OpsLens

Deserter Bowe Bergdahl Punished With a Pay Cut and Demotion

Soldiers who attempted his rescue paid the ultimate price.

Bowe Bergdahl’s active duty desertion during a 2009 deployment in Afghanistan not only resulted in his capture and five years as a Taliban hostage, but the lives of six soldiers sent to rescue him before his intentional desertion became clear. It also resulted in the Obama administration’s exchange of no less than five “high risk” Taliban terrorists from Guantanamo Bay for him despite the high recidivism rate of return to the battlefield.

Yet on Friday, a military judge in Fort Bragg ruled that Bergdahl would not receive the maximum life sentence he was facing. Instead, he was punished with a dishonorable discharge, a demotion from the rank of Sergeant to Private, and a $1,000 per month pay cut for the next 10 months, according to a Yahoo! News report.
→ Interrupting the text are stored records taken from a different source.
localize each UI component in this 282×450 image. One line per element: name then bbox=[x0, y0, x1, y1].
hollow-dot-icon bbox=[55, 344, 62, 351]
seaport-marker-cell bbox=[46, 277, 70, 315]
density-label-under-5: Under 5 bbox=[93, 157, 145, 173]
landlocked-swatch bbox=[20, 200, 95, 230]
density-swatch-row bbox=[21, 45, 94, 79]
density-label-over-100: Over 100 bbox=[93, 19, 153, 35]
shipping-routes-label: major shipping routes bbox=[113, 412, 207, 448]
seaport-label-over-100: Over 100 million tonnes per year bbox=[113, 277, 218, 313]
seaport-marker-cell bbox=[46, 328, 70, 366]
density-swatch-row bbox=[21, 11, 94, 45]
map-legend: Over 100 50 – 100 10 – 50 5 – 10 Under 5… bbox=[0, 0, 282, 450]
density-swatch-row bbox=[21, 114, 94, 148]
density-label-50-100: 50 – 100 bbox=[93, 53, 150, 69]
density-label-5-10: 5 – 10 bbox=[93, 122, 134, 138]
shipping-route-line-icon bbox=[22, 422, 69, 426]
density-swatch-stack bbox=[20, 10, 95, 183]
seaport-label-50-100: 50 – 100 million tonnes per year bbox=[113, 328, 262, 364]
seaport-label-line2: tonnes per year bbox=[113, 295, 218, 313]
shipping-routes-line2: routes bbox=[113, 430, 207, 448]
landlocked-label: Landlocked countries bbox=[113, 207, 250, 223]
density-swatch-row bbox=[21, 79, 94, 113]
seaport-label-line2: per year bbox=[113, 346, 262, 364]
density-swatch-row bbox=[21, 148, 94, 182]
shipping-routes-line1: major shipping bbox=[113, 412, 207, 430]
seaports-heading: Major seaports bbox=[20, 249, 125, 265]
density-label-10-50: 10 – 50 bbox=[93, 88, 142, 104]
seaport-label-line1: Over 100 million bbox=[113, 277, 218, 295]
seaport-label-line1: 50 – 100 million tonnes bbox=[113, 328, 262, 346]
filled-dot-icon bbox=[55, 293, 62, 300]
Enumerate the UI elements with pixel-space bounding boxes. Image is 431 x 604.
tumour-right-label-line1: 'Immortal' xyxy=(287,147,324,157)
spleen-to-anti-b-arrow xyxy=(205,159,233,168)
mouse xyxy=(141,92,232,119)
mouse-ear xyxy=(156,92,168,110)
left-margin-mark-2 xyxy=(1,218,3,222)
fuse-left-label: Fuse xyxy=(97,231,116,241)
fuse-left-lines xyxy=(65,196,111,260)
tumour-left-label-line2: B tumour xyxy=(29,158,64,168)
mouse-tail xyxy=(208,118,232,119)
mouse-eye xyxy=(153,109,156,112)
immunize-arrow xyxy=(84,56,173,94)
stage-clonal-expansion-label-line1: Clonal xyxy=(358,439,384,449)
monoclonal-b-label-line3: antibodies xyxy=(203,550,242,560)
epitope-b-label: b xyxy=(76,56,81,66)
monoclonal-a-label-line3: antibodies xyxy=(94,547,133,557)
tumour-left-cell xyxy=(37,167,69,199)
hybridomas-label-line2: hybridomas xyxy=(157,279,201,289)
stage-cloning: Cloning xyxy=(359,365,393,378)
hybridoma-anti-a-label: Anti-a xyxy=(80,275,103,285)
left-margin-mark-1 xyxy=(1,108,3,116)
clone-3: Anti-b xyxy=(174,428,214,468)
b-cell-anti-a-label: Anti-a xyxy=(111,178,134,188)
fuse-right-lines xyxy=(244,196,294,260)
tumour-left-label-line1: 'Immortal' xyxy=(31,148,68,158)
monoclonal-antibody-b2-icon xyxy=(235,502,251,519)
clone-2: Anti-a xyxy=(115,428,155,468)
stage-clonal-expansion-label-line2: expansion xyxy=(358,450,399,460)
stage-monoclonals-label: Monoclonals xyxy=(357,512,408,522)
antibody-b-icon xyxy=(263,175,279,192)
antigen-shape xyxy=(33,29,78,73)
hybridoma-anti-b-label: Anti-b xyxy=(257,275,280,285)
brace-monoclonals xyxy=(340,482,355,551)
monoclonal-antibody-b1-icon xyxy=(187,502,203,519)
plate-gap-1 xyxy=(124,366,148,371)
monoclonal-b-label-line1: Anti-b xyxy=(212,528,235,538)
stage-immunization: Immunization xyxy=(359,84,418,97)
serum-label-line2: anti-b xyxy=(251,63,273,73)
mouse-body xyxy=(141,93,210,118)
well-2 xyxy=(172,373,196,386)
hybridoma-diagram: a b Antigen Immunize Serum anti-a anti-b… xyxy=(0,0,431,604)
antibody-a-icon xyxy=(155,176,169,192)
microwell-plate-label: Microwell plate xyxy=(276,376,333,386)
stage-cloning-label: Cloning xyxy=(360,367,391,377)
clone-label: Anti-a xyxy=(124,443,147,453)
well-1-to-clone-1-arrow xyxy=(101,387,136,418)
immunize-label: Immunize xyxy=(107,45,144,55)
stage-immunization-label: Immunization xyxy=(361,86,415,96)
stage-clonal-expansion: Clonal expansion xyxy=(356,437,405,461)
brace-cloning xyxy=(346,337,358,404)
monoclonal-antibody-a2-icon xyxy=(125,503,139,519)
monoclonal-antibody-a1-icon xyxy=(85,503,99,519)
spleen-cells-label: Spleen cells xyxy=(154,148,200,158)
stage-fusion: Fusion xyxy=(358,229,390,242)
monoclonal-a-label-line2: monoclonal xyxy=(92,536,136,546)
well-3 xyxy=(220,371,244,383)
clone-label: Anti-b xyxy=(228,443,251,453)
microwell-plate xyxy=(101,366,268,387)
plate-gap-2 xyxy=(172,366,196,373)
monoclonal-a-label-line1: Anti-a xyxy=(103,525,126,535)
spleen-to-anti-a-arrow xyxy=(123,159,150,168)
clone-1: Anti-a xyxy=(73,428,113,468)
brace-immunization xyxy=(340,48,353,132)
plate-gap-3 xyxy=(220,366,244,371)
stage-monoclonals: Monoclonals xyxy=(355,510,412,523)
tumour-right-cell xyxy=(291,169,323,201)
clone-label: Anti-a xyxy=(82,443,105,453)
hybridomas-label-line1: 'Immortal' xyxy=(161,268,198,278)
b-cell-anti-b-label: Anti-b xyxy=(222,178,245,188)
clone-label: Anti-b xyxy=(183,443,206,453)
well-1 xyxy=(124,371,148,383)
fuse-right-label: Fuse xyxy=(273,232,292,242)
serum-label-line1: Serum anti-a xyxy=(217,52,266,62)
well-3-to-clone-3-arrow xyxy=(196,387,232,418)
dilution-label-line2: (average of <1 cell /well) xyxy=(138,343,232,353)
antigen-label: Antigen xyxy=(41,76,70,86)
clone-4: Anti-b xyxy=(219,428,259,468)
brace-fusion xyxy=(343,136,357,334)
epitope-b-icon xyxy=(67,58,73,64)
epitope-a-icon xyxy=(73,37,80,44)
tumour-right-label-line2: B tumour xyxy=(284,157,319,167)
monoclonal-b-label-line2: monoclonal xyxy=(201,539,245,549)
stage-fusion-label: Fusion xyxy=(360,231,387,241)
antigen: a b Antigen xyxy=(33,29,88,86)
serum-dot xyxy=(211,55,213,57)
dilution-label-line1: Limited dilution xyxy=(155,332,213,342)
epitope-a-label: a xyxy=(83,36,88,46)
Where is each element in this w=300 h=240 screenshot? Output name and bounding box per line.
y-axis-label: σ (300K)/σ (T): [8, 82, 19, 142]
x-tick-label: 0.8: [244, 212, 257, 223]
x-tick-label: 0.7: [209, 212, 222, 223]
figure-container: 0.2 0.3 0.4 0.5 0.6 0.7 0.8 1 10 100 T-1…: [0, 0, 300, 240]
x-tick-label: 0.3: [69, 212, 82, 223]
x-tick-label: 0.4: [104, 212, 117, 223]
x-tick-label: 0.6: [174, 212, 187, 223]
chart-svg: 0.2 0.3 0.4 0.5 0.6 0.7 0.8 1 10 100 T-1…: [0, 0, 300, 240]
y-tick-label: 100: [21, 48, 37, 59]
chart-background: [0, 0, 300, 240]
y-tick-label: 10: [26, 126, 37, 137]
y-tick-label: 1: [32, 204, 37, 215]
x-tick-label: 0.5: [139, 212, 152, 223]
President Trump deemed it a “complete and total disgrace.”

As the ruling was rolled out by the media, President Trump deemed it a “complete and total disgrace.”

The soldiers who died during the Bergdahl rescue attempt were: Private First Class Morris Walker, Staff Sergeant Clayton Bowen, Staff Sergeant Kurt Curtiss, Second Lieutenant Darryn Andrews, Private First Class Matthew Martinek, and Staff Sergeant Michael Murphey.

Then there’s Master Sgt. Mark Allen. This husband and father cannot speak and needs constant care after being shot in the head and paralyzed by Bergdahl’s Taliban caretakers.